When good ideas are not enough

In the 1700’s there was a puzzle: Why do we find marine fossils on the top of mountains? How in the world did they get there?

At the time science was often done by curious amateurs. People who had the money and the time to think about problems. One of those people was James Hutton.

James Hutton owned a farm, it was there that he noticed something important.

He knew soil was created when rocks were eroded. That soil was constantly being washed away by rain and carried by streams and rivers where it was redeposited in other places. What Hutton realised was if this process was repeated over and over again, the Earth would be completely flat.

And of course, it’s not.

So there had to be some other process that pushed up new mountains and hills to replace that which was eroded.

So Hutton thought there were fossils on mountains because some force had lifted mountains up and taken the fossils with them.

It would be 200 years later when we would fully understand this process of plate tectonics.

Today, people think of Hutton as the father of modern Geology. His ideas started a new field and forever changed how we understand the Earth. It was brilliant and revolutionary. And yet, he wasn’t recognised that way in his lifetime because few could understand a word he said.

In 1785 he wrote a paper about his ideas and presented it to the “Royal Society of Edinburgh”. People were baffled.

Here is a section from his paper:

”In the one case, the forming cause is in the body which is separated; for, after the body has been actuated by heat, it is by the reaction of the proper matter of the body, that the chasm which constitutes the vein is formed. In the other case, again,”

I know.

Even trained professionals couldn’t make sense of it.

Not put off, Hutton spent the next decade writing two volumes about his work. It ended up clocking in at around 2000 pages and was also utterly confusing. Almost half was written in French.

Here’s how Bill Bryson explained it:

“Hutton’s Theory of the Earth is a strong candidate for the least read important book in science (or at least would be if there weren’t so many others). Even Charles Lyell, the greatest geologist of the following century and a man who read everything, admitted he couldn’t get through it.”

Max Planck once said science advances one funeral at a time. And that’s true here.

When Huttson died In 1799, his friend John Playfair rewrote his work.

Playfair had two things going for him, he was a good writer and having been a good friend to Huttson for years, he was a rare person who often understood what Hutton was trying to say.

5 years later Playfair wrote a book that simplified Hutton’s ideas called “Illustrations of the Huttonian Theory of the Earth”.

It’s thanks to that book that Huttson’s ideas could finally be spread.

Lesson: Good ideas don’t speak for themselves

Ideas are wonderful. But they are useless unless they are passed from one mind to another, where they can be accepted, critiqued, and built upon.

For ideas to be useful, they have to be explained clearly.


- [Task directions]:
In the entries below, every line that contains "icon" must be located and copied.

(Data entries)
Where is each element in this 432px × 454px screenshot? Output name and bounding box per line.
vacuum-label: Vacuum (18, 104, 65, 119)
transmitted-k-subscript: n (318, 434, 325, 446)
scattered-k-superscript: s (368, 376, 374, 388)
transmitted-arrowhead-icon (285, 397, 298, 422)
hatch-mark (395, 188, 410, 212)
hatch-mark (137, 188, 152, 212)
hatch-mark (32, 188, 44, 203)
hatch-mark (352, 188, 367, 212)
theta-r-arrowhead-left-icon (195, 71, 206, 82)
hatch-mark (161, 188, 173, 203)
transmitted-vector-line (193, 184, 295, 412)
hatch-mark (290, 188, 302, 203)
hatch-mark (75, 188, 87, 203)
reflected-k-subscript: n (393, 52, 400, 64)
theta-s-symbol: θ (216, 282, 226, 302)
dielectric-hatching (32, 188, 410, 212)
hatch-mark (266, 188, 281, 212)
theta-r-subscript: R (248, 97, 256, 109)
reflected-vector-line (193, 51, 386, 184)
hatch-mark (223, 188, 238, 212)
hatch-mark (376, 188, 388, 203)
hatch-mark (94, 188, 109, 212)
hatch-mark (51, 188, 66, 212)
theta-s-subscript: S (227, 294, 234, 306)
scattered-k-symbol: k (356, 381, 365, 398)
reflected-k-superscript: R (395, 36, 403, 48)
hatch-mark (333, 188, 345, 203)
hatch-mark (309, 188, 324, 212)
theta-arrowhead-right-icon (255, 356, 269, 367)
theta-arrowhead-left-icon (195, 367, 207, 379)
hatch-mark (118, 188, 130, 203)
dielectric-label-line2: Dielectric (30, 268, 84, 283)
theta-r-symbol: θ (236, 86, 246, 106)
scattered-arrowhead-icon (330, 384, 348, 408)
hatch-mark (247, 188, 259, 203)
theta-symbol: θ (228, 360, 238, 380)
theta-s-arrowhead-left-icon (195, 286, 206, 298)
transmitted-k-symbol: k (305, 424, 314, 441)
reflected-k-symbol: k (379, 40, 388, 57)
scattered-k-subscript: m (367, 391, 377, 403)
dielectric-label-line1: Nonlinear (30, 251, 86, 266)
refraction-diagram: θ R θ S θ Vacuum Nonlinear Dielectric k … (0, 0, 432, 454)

- [Solved exercise]:
transmitted-arrowhead-icon (285, 397, 298, 422)
theta-r-arrowhead-left-icon (195, 71, 206, 82)
theta-arrowhead-right-icon (255, 356, 269, 367)
theta-arrowhead-left-icon (195, 367, 207, 379)
scattered-arrowhead-icon (330, 384, 348, 408)
theta-s-arrowhead-left-icon (195, 286, 206, 298)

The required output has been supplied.